The Tomorrow War: Chris Pratt fights a future where IQs have sustained heavy casualties

By Jim Slotek

Rating: C

Within the near future, or so the Amazon Prime movie The Tomorrow War posits, people will have invented time travel. They will not otherwise turn out to be very smart.

With echoes of Starship Troopers (minus the pointed satire), The Tomorrow War, starring Chris Pratt, is the second noisy “temporal war” movie of the pandemic era, after Christopher Nolan’s Tenet. To differentiate between the two, this is the one Nolan would have written if he’d suffered a head injury.

Aliens beware!: Chris Pratt is here from the past to set the future right.

Aliens beware!: Chris Pratt is here from the past to set the future right.

Whereas Tenet took great pains to existentially explain itself (albeit to no avail for some of us), the writers of The Tomorrow War seemingly didn’t care about things like paradoxes or just plain logic. Just charge up the weapons, and fire away at the carnivorous bug-like aliens.

But I’m getting ahead of myself here. 

The Tomorrow War begins with a visitation, at a crucial moment of what appears to be the 2022 World Cup, by a troop of soldiers from a few decades into the future. Seems an invasion of aliens is/will be threatening to wipe out all of humanity, and they’ve used their new time travel technology to come back in time and, um, draft new soldiers from the past to continue the pointless effort of firing automatic weapons at the nearly bulletproof enemy.

PROUDLY SUPPORTS ORIGINAL-CIN

PROUDLY SUPPORTS ORIGINAL-CIN

That’s the set-up. The first gobsmacking thing, considering everything we’ve learned in the past year about the inherent selfishness in many of our fellow humans, is that everybody on the planet is onside with the dubious “fight the aliens in the future!” plan. There’s no, “Clearly this is a plot by the liberal elites! The aliens are a hoax, sheeple!”

And among the draftees is Dan Forester (Pratt), an Iraq war vet having a hell of a time trying to get a job. He is drafted, to the alarm of his wife (Betty Gilpin) and daughter (Ryan Kiera Armstrong), and promises he’ll make it back alive – which in some timeline or another, he most assuredly will, being the star of the movie.

Against a cheesy backdrop of burning model skyscrapers, Dan finds himself plopped into the firefight of his life, taking orders from officers not yet born in his time. People meet people they shouldn’t meet, paradox wise, and find out things about their “future” that they shouldn’t know. 

In a way, I’m surprised that director Chris McKay didn’t follow the wry and satirical path of destruction Starship Troopers’ Paul Verhoeven left behind. McKay’s LEGO movie background, particularly The LEGO Batman Movie, shows he knows something about satirically shaping the ridiculously serious.

Okay, my time-travel two cents: If billions of people were being killed, and I had time travel at my disposal, I would suggest we go back to when the aliens first arrived and were at their most vulnerable and welcome them with every hydrogen bomb on the planet.

Something, not exactly that, does bring the last act of The Tomorrow War to our time for its final act. There’s some family business to take care of between Dan and his estranged dad (J.K. Simmons), and a new plan to fight the aliens that doesn’t involve the same stupid battle tactics over and over.

The important thing is that it still involves tinnitus-level weapons fire. Rest assured, First Contact may not be friendly, but it will be loud.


What to do:
Both the line containing "In order to click on a: Register" and the line containing "What do you see at coordinates (240, 152)" belong to the span. Output exactly that span from the listing below, and nothing outside it.

Extracted data:
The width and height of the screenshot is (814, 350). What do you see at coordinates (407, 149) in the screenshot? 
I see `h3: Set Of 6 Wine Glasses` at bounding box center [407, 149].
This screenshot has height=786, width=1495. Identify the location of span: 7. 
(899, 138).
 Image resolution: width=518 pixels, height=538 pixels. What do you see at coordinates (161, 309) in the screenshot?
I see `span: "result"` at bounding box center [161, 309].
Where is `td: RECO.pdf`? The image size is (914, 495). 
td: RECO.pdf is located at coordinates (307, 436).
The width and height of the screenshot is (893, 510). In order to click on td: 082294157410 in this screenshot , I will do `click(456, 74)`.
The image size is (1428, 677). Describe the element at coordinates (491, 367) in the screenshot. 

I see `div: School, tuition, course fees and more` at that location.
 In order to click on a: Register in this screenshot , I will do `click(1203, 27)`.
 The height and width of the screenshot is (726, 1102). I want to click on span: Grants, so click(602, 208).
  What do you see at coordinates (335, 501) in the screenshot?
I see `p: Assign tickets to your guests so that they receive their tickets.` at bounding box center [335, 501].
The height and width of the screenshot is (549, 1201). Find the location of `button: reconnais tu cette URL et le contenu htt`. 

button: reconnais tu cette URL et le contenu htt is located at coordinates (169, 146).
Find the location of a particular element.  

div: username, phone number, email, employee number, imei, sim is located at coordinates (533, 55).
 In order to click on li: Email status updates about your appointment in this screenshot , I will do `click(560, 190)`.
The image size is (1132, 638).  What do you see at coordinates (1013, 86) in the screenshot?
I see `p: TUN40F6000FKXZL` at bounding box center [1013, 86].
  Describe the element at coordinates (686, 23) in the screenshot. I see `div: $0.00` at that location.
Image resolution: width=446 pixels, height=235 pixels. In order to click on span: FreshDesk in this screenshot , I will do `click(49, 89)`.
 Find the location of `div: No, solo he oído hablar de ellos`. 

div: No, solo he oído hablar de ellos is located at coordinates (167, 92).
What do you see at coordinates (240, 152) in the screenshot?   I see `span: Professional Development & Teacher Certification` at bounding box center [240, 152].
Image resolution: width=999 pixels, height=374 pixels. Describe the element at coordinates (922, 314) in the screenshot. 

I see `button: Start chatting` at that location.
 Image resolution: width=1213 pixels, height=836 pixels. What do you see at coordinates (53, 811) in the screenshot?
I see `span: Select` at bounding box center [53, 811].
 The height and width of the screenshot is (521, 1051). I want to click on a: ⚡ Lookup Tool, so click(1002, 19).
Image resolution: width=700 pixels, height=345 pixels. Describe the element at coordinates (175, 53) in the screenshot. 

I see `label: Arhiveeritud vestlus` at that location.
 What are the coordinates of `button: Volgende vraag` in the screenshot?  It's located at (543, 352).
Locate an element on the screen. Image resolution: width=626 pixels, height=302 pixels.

Your solution:
 In order to click on a: Register in this screenshot , I will do `click(1203, 27)`.
 The height and width of the screenshot is (726, 1102). I want to click on span: Grants, so click(602, 208).
  What do you see at coordinates (335, 501) in the screenshot?
I see `p: Assign tickets to your guests so that they receive their tickets.` at bounding box center [335, 501].
The height and width of the screenshot is (549, 1201). Find the location of `button: reconnais tu cette URL et le contenu htt`. 

button: reconnais tu cette URL et le contenu htt is located at coordinates (169, 146).
Find the location of a particular element.  

div: username, phone number, email, employee number, imei, sim is located at coordinates (533, 55).
 In order to click on li: Email status updates about your appointment in this screenshot , I will do `click(560, 190)`.
The image size is (1132, 638).  What do you see at coordinates (1013, 86) in the screenshot?
I see `p: TUN40F6000FKXZL` at bounding box center [1013, 86].
  Describe the element at coordinates (686, 23) in the screenshot. I see `div: $0.00` at that location.
Image resolution: width=446 pixels, height=235 pixels. In order to click on span: FreshDesk in this screenshot , I will do `click(49, 89)`.
 Find the location of `div: No, solo he oído hablar de ellos`. 

div: No, solo he oído hablar de ellos is located at coordinates (167, 92).
What do you see at coordinates (240, 152) in the screenshot?   I see `span: Professional Development & Teacher Certification` at bounding box center [240, 152].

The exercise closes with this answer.